Multi-agent orchestration with Claude parallel subagents
Table of Contents
Coordinating multiple AI agents that work in parallel is one of the most powerful patterns you can apply to complex, multi-step problems. Claude Managed Agents gives you a first-class way to do this: a lead orchestrator delegates tasks to specialist subagents, each with their own tools and model, all running concurrently. This guide walks through the architecture, real implementation patterns, and how to monitor everything in the Claude Console.
If you’re new to the Claude API, start with getting started with the Claude API in Python before diving in here.
How Claude Managed Agents orchestration actually works
In Claude’s multi-agent model (available via the Anthropic API as of 2026), you define an orchestrator agent — typically a more capable model like claude-opus-4 — and one or more subagents that it can invoke. The orchestrator decides which subagents to call, with what inputs, and whether to call them sequentially or in parallel.
Each subagent is itself a Claude model instance with:
- Its own system prompt (defining its role and constraints)
- Its own tool set (file access, web search, code execution, etc.)
- An independently configured model (you can use cheaper or faster models for simpler subtasks)
The key API primitive here is the computer_use and tool_use capabilities combined with agent handoffs — the orchestrator calls a subagent as if it were a tool, passes structured input, and receives structured output. Internally, Anthropic routes this through their managed infrastructure, so you get tracing, retries, and cost attribution per subagent automatically.
For a deeper look at how this fits with MCP tooling, see the guide on Claude Managed Agents and MCP in production.
Step 1: Define your orchestrator and subagent roles
Before writing any code, map out who does what. The orchestrator should own the task decomposition and result aggregation. Subagents should be narrow specialists that do one thing well.

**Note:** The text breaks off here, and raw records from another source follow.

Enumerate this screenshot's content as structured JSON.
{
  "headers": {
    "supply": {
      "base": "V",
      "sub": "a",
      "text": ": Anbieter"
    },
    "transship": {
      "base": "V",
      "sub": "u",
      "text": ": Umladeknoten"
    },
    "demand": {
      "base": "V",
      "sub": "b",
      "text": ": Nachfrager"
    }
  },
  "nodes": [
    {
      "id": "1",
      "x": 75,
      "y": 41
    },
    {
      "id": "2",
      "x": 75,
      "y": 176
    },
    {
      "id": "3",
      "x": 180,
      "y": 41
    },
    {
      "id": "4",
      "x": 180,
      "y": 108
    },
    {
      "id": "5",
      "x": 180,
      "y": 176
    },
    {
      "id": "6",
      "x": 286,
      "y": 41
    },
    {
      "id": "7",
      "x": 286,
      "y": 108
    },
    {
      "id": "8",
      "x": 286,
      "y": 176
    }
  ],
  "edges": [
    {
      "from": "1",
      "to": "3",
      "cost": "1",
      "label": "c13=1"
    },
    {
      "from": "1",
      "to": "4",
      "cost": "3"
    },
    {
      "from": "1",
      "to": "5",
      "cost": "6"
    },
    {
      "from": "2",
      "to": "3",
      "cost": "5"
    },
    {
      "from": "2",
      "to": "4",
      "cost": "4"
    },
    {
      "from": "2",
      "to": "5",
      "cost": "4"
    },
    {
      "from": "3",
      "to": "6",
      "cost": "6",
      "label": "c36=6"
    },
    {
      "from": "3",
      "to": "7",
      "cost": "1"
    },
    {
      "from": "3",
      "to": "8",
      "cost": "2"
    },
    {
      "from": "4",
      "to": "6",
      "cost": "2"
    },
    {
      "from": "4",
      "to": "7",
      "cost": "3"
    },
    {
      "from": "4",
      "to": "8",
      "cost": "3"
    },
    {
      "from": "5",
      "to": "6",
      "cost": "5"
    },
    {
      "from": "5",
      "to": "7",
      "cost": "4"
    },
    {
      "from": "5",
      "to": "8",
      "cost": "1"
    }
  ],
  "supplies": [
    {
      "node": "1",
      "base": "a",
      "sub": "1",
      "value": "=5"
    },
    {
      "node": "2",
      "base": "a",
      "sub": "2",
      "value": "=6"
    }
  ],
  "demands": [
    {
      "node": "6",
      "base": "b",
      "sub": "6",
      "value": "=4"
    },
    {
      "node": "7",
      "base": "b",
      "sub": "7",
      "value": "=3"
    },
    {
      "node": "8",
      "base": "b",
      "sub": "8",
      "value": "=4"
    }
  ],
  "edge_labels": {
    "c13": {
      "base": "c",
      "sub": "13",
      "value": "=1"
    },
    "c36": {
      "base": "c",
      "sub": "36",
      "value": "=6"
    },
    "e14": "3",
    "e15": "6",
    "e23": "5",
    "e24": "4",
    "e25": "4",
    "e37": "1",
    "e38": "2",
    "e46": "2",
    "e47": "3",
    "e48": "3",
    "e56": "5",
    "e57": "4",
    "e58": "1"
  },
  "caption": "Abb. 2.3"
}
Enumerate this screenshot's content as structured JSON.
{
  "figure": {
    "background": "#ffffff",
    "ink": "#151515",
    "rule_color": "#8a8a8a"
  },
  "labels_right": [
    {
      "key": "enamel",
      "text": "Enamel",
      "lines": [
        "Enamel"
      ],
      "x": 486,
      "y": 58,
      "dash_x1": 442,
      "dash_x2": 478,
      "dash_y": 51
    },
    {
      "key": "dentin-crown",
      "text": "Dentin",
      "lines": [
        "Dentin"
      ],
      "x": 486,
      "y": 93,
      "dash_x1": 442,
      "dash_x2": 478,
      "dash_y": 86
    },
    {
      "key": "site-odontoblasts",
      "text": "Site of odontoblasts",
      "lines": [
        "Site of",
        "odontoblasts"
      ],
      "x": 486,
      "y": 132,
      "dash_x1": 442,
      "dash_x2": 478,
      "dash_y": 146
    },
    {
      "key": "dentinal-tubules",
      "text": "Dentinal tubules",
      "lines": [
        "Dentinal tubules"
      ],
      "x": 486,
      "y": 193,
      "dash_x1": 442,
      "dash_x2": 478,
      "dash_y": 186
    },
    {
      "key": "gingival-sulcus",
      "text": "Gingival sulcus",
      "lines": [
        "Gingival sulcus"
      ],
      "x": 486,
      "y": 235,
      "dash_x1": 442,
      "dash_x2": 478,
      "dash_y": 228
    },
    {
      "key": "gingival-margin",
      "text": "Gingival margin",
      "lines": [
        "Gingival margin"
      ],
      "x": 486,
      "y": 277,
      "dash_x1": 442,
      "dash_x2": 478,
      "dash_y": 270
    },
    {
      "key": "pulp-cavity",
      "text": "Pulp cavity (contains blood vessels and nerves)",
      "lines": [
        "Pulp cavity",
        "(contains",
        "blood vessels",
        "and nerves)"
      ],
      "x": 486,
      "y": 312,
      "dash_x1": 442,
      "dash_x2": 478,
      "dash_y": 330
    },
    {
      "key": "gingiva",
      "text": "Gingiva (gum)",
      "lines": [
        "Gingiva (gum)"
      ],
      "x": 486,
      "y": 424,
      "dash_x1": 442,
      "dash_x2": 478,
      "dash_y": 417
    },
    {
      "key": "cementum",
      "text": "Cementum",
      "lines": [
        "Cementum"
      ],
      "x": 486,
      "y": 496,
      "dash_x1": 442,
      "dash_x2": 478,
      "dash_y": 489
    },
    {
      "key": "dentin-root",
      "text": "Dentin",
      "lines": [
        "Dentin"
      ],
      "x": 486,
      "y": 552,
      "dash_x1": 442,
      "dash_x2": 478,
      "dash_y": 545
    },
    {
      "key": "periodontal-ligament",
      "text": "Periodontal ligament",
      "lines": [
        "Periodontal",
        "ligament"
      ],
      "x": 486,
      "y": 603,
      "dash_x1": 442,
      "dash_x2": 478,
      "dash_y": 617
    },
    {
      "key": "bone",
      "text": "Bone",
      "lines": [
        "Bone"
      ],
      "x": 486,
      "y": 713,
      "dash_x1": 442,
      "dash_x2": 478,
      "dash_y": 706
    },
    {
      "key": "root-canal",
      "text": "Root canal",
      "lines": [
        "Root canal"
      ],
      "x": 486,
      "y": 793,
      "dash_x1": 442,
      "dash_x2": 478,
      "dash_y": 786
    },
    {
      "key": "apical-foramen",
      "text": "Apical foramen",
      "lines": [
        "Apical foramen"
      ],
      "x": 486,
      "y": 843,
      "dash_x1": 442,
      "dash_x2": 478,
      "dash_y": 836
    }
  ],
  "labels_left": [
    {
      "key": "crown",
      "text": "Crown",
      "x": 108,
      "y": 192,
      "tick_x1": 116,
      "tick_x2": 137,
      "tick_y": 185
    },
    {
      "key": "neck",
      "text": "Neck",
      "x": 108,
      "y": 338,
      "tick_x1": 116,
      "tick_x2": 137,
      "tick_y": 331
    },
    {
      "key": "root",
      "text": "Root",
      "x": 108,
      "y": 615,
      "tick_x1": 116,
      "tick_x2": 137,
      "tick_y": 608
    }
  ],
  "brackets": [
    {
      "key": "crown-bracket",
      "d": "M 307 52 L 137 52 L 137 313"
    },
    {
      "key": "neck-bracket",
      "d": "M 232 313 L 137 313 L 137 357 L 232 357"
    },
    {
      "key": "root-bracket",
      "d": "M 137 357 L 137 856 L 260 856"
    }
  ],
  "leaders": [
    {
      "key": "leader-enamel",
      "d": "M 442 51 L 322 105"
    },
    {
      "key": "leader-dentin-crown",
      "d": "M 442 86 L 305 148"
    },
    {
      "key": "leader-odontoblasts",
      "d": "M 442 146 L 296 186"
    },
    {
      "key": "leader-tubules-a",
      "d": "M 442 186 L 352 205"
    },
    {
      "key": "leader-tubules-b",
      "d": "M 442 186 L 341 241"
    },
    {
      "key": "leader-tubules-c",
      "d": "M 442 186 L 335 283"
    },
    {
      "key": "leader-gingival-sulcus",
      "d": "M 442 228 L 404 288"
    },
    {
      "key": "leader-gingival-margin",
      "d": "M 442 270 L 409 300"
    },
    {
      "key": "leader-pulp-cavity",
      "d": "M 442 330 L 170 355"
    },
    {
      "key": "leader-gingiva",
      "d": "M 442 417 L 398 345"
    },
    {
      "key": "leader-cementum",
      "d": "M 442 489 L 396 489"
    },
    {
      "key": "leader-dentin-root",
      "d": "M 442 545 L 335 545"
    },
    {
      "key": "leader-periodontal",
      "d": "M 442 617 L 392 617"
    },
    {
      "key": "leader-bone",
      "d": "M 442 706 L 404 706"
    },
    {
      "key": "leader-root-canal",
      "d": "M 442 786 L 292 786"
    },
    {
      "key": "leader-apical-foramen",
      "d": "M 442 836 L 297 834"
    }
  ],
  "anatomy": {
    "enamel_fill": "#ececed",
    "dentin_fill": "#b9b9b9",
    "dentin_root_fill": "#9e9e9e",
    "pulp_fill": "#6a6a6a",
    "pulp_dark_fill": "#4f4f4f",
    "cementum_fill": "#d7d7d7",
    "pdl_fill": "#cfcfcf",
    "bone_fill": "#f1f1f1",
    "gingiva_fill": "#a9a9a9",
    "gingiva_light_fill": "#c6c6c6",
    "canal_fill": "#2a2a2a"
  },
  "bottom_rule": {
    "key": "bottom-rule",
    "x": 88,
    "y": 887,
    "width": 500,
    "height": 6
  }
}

Example: Codebase refactoring system
| Agent | Model | Responsibility |
|---|---|---|
| Orchestrator | claude-opus-4 | Plan tasks, fan out, merge results |
| Analysis Agent | claude-sonnet-4 | Read files, identify refactor targets |
| Refactor Agent | claude-sonnet-4 | Apply changes, write updated files |
| Test Agent | claude-haiku-4 | Run tests, report pass/fail |
Here’s how you define the subagents in Python using the Anthropic SDK:
import anthropic
import asyncio
client = anthropic.Anthropic()
# Subagent definitions — passed to the orchestrator as callable tools
subagent_tools = [
{
"name": "analysis_agent",
"description": "Reads source files and returns a list of refactoring opportunities with file paths and line numbers.",
"input_schema": {
"type": "object",
"properties": {
"directory": {"type": "string", "description": "Absolute path to the codebase root"},
"focus": {"type": "string", "description": "Area of concern, e.g. 'dead code', 'duplication'"}
},
"required": ["directory"]
}
},
{
"name": "refactor_agent",
"description": "Applies a specific refactoring to a file. Returns the rewritten file content.",
"input_schema": {
"type": "object",
"properties": {
"file_path": {"type": "string"},
"instruction": {"type": "string"}
},
"required": ["file_path", "instruction"]
}
},
{
"name": "test_agent",
"description": "Runs the test suite for the given directory and returns a structured result.",
"input_schema": {
"type": "object",
"properties": {
"directory": {"type": "string"},
"test_command": {"type": "string", "description": "e.g. 'pytest tests/'"}
},
"required": ["directory", "test_command"]
}
}
]
Step 2: Implement parallel subagent dispatch
The orchestrator calls multiple subagents by emitting multiple tool_use blocks in a single response. You handle those calls concurrently on your side, then return all results in one tool_result message. This is where the parallelism happens — Claude won’t wait for one subagent before calling the next if they’re independent.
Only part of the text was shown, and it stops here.